Ciafone v Jobs for NY, Inc.
2017 NY Slip Op 04420 [151 AD3d 692]
June 7, 2017
Appellate Division, Second Department
Published by New York State Law Reporting Bureau pursuant to Judiciary Law § 431.
As corrected through Wednesday, August 2, 2017


[*1]
 John J. Ciafone, Appellant,
v
Jobs for NY, Inc., et al., Respondents.

John J. Ciafone, Astoria, NY, appellant pro se.

Emery Celli Brinckerhoff & Abady, LLP, New York, NY (Andrew G. Celli, Jr., of counsel), for respondents.

In an action, inter alia, to recover damages for defamation, the plaintiff appeals from an order of the Supreme Court, Queens County (Sampson, J.), dated September 1, 2015, which granted that branch of the defendants' motion which was for leave to renew their prior motion pursuant to CPLR 3211 (a) (7) to dismiss the complaint, which had been denied in an order of the same court dated March 24, 2015, and, upon renewal, granted the defendants' motion to dismiss the complaint.

Ordered that the appeal is dismissed, with costs.

"It is the obligation of the appellant to assemble a proper record on appeal" (Deutsche Bank Natl. Trust Co. v Hounnou, 147 AD3d 814, 814 [2017] [internal quotation marks omitted]; see Blaylock v State of New York, 118 AD3d 836, 836 [2014]). "An appellant's record on appeal must contain all of the relevant papers before the Supreme Court" (Gaffney v Gaffney, 29 AD3d 857, 857 [2006]; see CPLR 5526). "Appeals that are not based upon complete and proper records must be dismissed" (Garnerville Holding Co. v IMC Mgt., 299 AD2d 450, 450 [2002]; see Ghatani v AGH Realty, LLC, 136 AD3d 744 [2016]).

Here, the record on appeal is inadequate. The appellant failed to include in the record all of the relevant documents that were before the Supreme Court. The order appealed from recited that opposition and reply papers were read on the defendants' motion, inter alia, for leave to renew their prior motion to dismiss the complaint, yet no such opposition or reply papers appear in the record on appeal. The appeal must be dismissed because these omissions have rendered meaningful appellate review of the court's order virtually impossible (see Coello v Gonzalez, 96 AD3d 707, 707-708 [2012]; Cope v Barakaat, 89 AD3d 670, 671 [2011]). Mastro, J.P., Leventhal, Austin and Roman, JJ., concur.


Problem statement
Determine how many lines in the material below contain the word "this", and give that number without comment.

Working data
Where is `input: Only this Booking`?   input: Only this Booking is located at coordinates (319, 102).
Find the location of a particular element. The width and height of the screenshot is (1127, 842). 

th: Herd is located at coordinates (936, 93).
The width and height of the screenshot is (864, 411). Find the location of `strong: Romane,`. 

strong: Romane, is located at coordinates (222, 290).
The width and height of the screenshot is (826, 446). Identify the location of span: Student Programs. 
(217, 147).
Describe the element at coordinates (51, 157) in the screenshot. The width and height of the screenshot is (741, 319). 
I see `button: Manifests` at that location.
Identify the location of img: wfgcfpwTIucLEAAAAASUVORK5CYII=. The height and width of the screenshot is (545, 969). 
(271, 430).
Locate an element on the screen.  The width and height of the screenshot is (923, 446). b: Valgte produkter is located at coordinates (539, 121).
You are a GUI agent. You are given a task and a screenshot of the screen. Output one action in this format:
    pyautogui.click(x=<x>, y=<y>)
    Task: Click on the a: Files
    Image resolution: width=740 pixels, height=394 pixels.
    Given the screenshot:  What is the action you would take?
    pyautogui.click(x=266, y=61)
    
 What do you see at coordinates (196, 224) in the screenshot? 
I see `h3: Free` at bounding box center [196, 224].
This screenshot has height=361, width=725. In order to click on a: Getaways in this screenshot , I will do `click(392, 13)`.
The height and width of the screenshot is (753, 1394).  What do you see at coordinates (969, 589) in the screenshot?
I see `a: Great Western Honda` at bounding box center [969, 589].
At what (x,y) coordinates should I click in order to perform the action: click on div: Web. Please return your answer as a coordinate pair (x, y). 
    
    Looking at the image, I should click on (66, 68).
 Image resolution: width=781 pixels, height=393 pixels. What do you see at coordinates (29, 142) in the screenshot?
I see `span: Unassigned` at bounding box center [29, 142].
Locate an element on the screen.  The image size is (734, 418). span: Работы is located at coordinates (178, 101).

Exercise output
3